Mideast crisis in Manhattan,
By Shoshana Kordova, Haaretz (Israel), February 7, 2005
"A controversial movie depicting pro-Israel students' allegations of intimidation at the hands of Columbia University professors is only the first step in a campaign needed to fight the "new anti-Semitism" rampant on American college campuses, Minister Natan Sharansky said at the first Jerusalem screening of "Columbia Unbecoming." Deploring the fact that only a small amount of Jewish students are willing to complain publicly about anti-Semitic and anti-Israel sentiments, the minister of Jerusalem and Diaspora affairs compared today's college students to a group with which he is more familiar: Russian Jews who kept silent because they feared state retaliation if they spoke out about their plight. "The future leaders of American Jewry are becoming 'Jews of Silence,'" Sharansky said Saturday night at the Menachem Begin Heritage Center, where the movie was shown to an audience of about 400. "There are islands of anti-Semitism, and these islands are student campuses," said Sharansky, who has visited 26 American college campuses as part of his "Back to the Campus' initiative. "And all this is done in the name of academic freedom." Indeed, both sides of the intimidation complaints at the Ivy League university in New York are wielding the sword of academic freedom, with each party claiming its own liberties are being suppressed by the other ... But professors say the allegations stifle their freedom to express pro-Palestinian views, with one calling it a campaign against critics of Israel. "This witch-hunt aims to stifle pluralism, academic freedom, and the freedom of expression on university campuses in order to ensure that only one opinion is permitted, that of uncritical support for the State of Israel," Prof.
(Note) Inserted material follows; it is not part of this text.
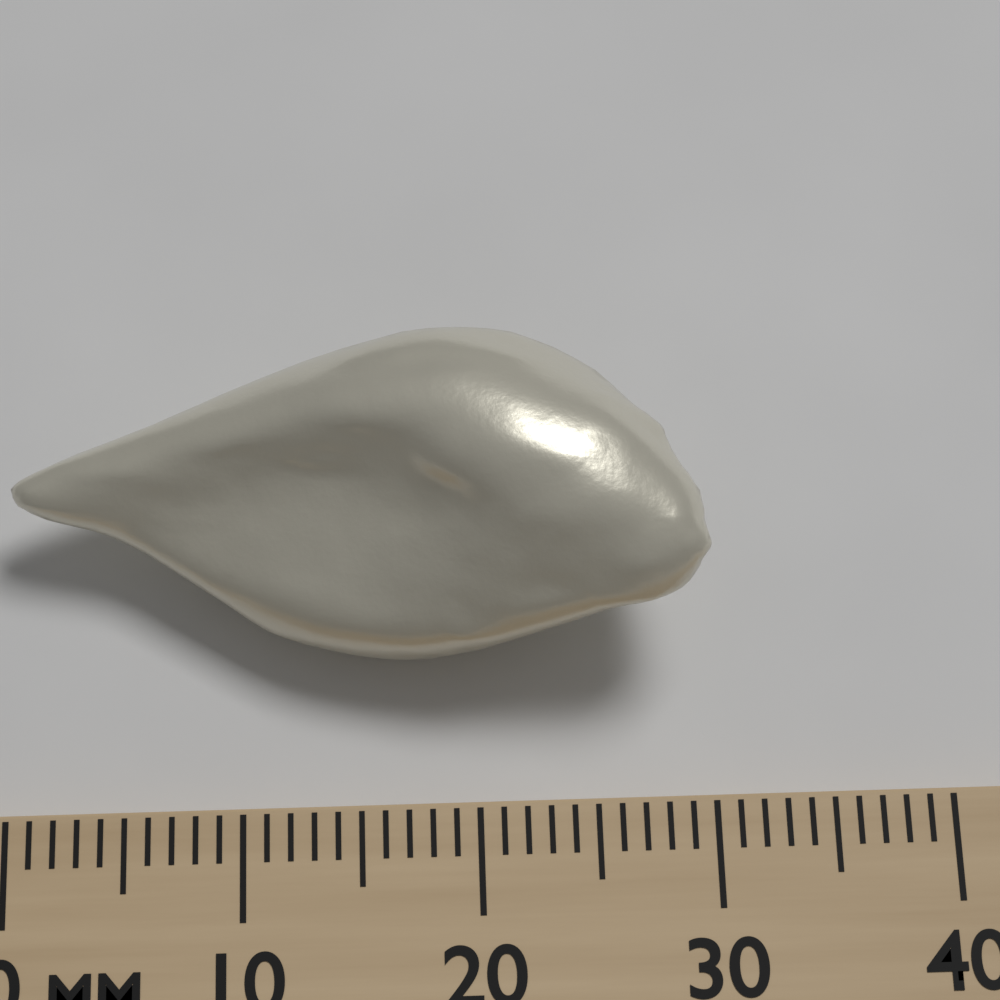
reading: 30 mm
Joseph Massad of the Middle East department wrote on his Web site. The New York Civil Liberties Union recently endorsed the professors' positions. In a December 20 letter to Columbia's president, Lee Bollinger, the organization said "the claims of incivility of professors in their treatment of students seem, in this case, to be inextricably bound to the ideological disputes between certain professors and the students advancing these claims... Thus, the criticism of these academics must be seen for what it is: an assault upon principles of academic freedom and upon political speech."